When I designed DRAM chips at Intel back in the 1970’s we didn’t really know what the die temperature would be before taping out silicon, instead we waited for packaged parts to come back and then did our thermal measurements. IC designers today don’t have that luxury of taping out their new SoC without having done some simulations for thermal reliability and power integrity. As an IC is powered up the active transistors start to warm up the local area of the chip, which in turn slows down the timing and reduces the current drive capabilities, so this interdependence needs to be simulated. From a reliability viewpoint the current through the interconnect creates a voltage drop (aka IR drop) and the integrity of the metal interconnect depends on how many amps per square micron that can flow before electromigration effects set in (EM).
I’ve blogged about an EDA vendor named Invarian back in 2013 at DAC when I first learned about their power, thermal, EM and IR tools, then Silvaco acquired Invarian in March 2015. Alex Samoylov from Silvaco spoke with me by phone recently to provide an update on their tools in this area.
Q&A
Q: How do your power integrity tools fit into the design flow?
They can be used for standard cell designs at the gate-level, SoC or full-chip level, even at the transistor-level for analog and custom designs.
InVar Design Flow
Q: Is InVar three separate tools?
No, InVar is a bit different than other approaches because it’s a single tool with three types of analysis: Power, EM/IR and Thermal.
Q: Who on the design team would use InVar then?
A layout engineer could start using InVar to help in the routing and planning of the power nets, VDD and VSS. InVar IR will provide them early analysis on how good the power routing is at that point.
On a standard cell approach the design engineer could start with a Verilog netlist and start running power analysis.
Thermal analysis can be run whenever you have power number for the cells.
Q: How accurate are the results of the InVar tool?
Foundries like TSMC have certified gate-level InVar EM/IR for use in their flow for 16 nm FinFET Plus (16FF+) version 1.0, so it’s a sign-off quality tool. Running power analysis on a standard cell design you will see results within 1.5% of reference numbers.
Q: How does InVar work with a SPICE circuit simulator?
If you have a transistor-level design then we use SmartSPICE as the simulation engine to produce the power analysis numbers. Typically getting pure SPICE level accuracy for power integrity analysis is a challenging task. The number of measurements and capacity requirements can quickly overwhelm the interface. Tight API level integration enabled us to deliver the capacity and speed needed to make block level EM/IR using a designers existing SPICE netlist and GDSII a reality.
Q: What kind of results come out of your analysis tools?
For EM analysis we report any violations, and then it’s up to you for fixing the violations by using a layout editor, we do highlight the interconnect segments for quick identification. Then you would rerun analysis after making your layout fixes.
Our tool provides several reports and it even has an API so that you can see a very low-level annotation of the results at Cells, pins, ports, nets or net segments.
Q: How long does analysis take to run?
In layout mode InVar is capable of completing IR drop analysis for an average design block within several minutes. InVar runs on a single host using multiple threads, producing almost linear results depending on the number of CPUs. We’ve even used up to 64 cores on designs with millions of instances.
Q: What is the learning curve like for InVar?
It’s a simple tool to learn and run, using standard format input files. We include demo scripts in Tcl with something like 50 lines of code to help automate the process for you, and there’s a demo design for learning. You can learn how to do IR drop analysis quite quickly.
Q: When should I be concerned about power, EM/IR and thermal issues for my IC design?
Probably starting at the 28 nm node and lower process geometries for digital designs, and of course for FinFET designs because current density effects reliability, the DFM rules are very complex. Even at the 180 nm node is you are doing high current designs in LDMOS then EM rules and thermal issues need to be analyzed.
Q: Why should I consider using InVar in my IC design flow?
Our tool is very easy to use, has proven accuracy of results, provides fast analysis run times, and has an affordable price. You can check out an introduction video:
We are also going to be at TSMC OIP on September 17, and I will be available at the show all day in Booth 414. I will also present an InVar webinar before the end of September and those interested will be able to register from the Silvaco web site.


=== What you should do ===
Produce one exact copy of the records, no pictures.

=== Data excerpts ===
· · ·

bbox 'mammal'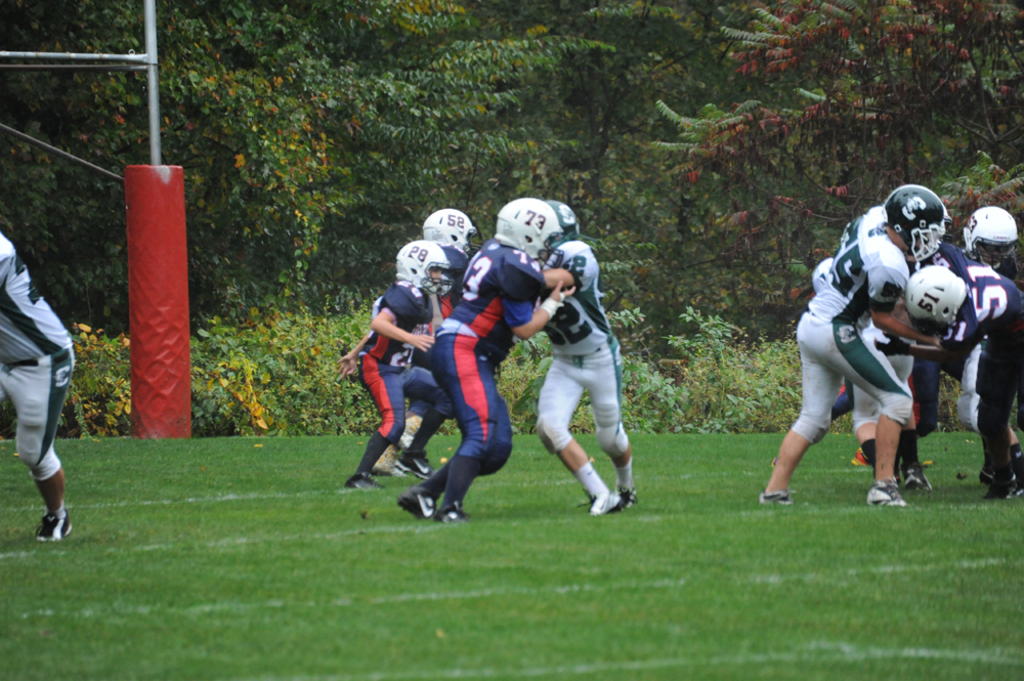
(805,203,937,485)
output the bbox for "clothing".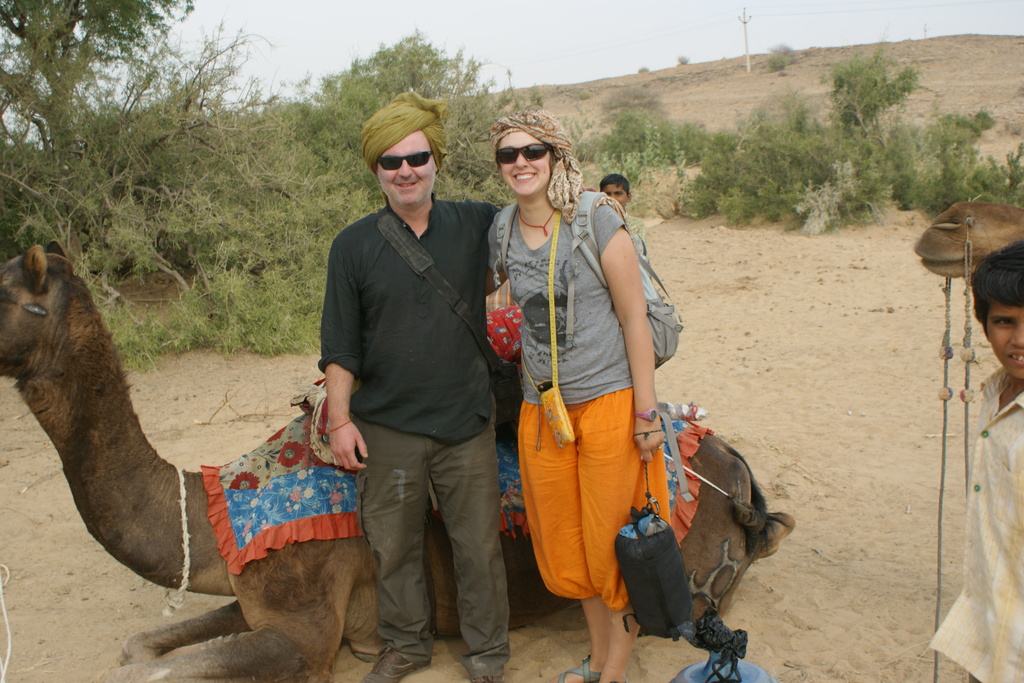
(x1=321, y1=108, x2=525, y2=662).
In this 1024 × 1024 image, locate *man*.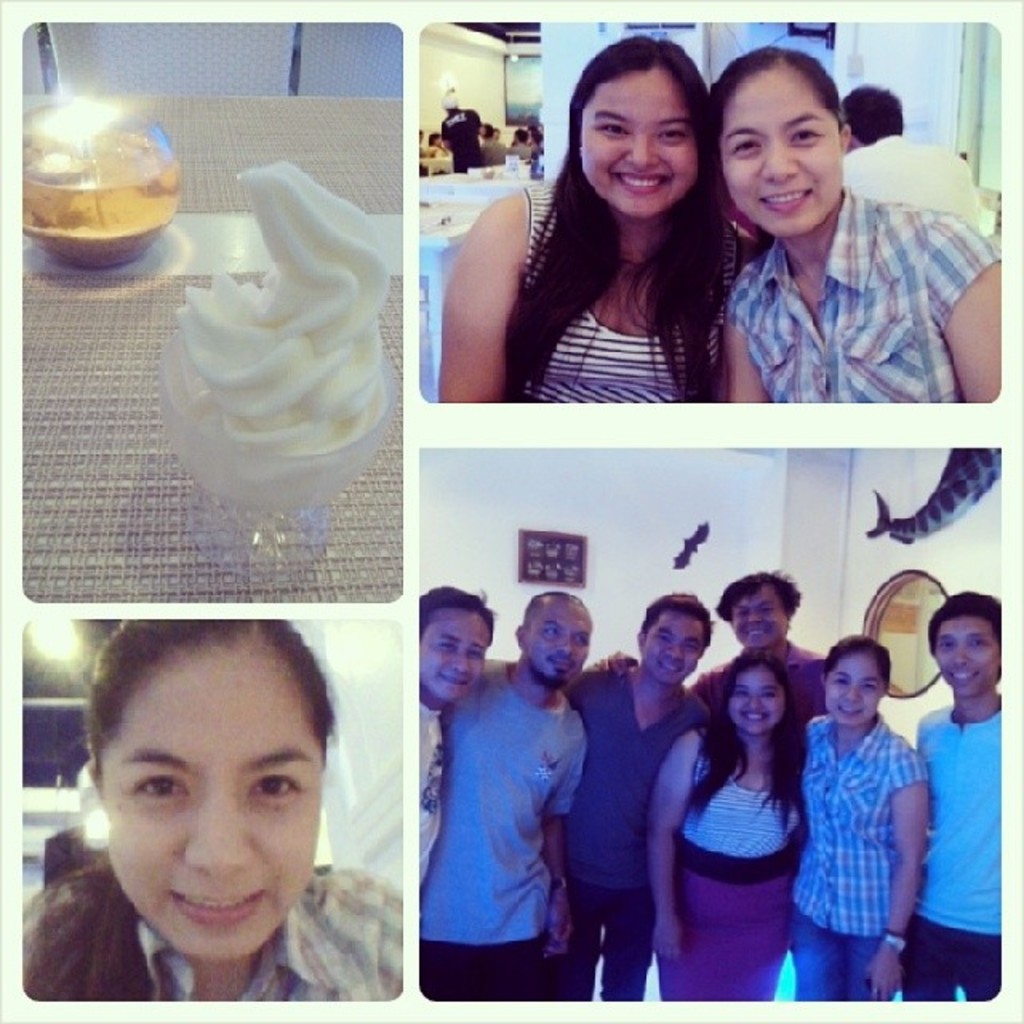
Bounding box: <region>594, 570, 829, 722</region>.
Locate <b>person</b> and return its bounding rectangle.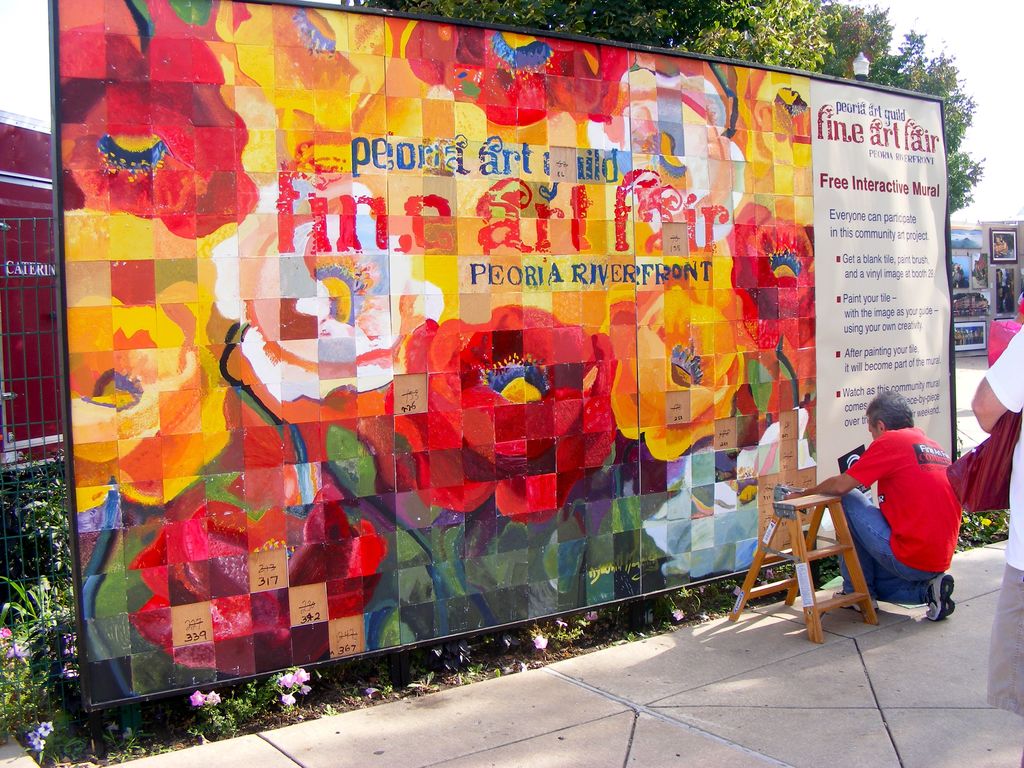
(x1=970, y1=321, x2=1023, y2=570).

· · ·

=== Response for this exercise ===
bbox 'mammal'
(805,203,937,485)
output the bbox for "clothing".
(x1=321, y1=108, x2=525, y2=662).
In this 1024 × 1024 image, locate *man*.
Bounding box: <region>594, 570, 829, 722</region>.
Locate <b>person</b> and return its bounding rectangle.
(x1=970, y1=321, x2=1023, y2=570).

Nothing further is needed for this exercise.